25.2.19


AI, Robotics, and Job Displacement


Prepare yourself -- robots and artificial intelligence (AI) are stealing your jobs.

According to the Kazanah Research Institute, more than half of all current jobs in Malaysia are at high risk of being affected by automation in the next one to two decades.  While this may appear to foreshadow a decrease in the number of foreign workers, four out of five of the jobs at risk are semi-skilled, and 90% of all semi-skilled jobs are held by Malaysians.

Meanwhile, more than 670,000 jobs have already been displaced by automation in the United States.  As the number of robots is expected to increase by a factor of four by 2025, an estimated 3.5 million more American jobs will be lost.

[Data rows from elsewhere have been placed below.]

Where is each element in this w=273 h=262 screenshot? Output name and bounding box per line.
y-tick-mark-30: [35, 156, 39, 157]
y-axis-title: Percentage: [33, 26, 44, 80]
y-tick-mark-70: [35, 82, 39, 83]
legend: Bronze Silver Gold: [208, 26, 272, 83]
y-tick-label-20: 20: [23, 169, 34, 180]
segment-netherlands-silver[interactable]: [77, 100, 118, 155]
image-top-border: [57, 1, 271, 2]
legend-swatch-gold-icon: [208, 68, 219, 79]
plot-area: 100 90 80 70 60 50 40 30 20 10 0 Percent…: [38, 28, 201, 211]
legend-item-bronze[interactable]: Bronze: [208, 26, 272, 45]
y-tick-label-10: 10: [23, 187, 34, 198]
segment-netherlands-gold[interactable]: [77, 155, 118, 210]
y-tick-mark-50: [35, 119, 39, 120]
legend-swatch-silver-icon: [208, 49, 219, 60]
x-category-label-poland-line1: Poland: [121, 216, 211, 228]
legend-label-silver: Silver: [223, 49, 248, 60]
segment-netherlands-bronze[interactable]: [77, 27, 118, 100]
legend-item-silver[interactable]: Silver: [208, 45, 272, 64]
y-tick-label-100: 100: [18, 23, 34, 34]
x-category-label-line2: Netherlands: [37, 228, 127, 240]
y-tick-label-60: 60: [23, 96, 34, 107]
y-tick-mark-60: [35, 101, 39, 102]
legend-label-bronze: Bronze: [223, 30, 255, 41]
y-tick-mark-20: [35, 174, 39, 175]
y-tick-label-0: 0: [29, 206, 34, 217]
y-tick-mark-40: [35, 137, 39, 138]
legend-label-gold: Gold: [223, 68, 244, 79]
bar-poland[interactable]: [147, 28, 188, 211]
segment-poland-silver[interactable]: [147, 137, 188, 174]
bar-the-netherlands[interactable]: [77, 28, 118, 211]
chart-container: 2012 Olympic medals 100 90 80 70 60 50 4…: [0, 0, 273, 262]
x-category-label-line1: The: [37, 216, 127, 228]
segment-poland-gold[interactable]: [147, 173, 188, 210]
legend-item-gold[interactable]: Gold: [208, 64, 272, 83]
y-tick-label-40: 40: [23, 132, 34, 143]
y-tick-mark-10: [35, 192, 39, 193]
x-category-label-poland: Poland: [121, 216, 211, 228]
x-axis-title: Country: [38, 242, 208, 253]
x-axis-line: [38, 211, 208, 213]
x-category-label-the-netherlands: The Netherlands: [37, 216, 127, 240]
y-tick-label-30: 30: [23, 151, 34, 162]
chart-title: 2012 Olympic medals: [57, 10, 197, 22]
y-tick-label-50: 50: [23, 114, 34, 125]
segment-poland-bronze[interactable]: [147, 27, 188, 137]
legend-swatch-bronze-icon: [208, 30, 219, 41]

Recent research by the Mckinsey Global Institute estimates that by 2030, up to 800 million jobs will be displaced by automation globally and 30% of the workforce in economies like China, Japan and Germany may need to switch occupational categories and acquire new skills.

It’s highly likely that you or someone you know has already lost their job to automation.  Accountants, restaurant staff (been out for sushi lately?), travel agents, factory workers, taxi drivers, agricultural workers and retail cashiers have all been displaced, and the list of occupations at risk continues to grow longer.

What the science fiction writers have told us is true: Robots are taking over the world.

Or are they?  Maybe there is a reason why we call it science fiction.

Experts surveyed by the Pew Research Center in 2014 seem to be more optimistic about the future than science fiction.  While 48% of the respondents predict massive job Pdisplacement, income inequality, and even breakdowns in the social order, a slight majority (52%) predicts that new technologies will actually create new jobs, industries, and ways to make a living, just as it has been doing since the dawn of the Industrial Revolution.

In other words, new technologies will create new jobs.

Just as it has since the dawn of the Industrial Revolution, new technology will adequately provide sufficient employment and undiscovered jobs for new generations of workers.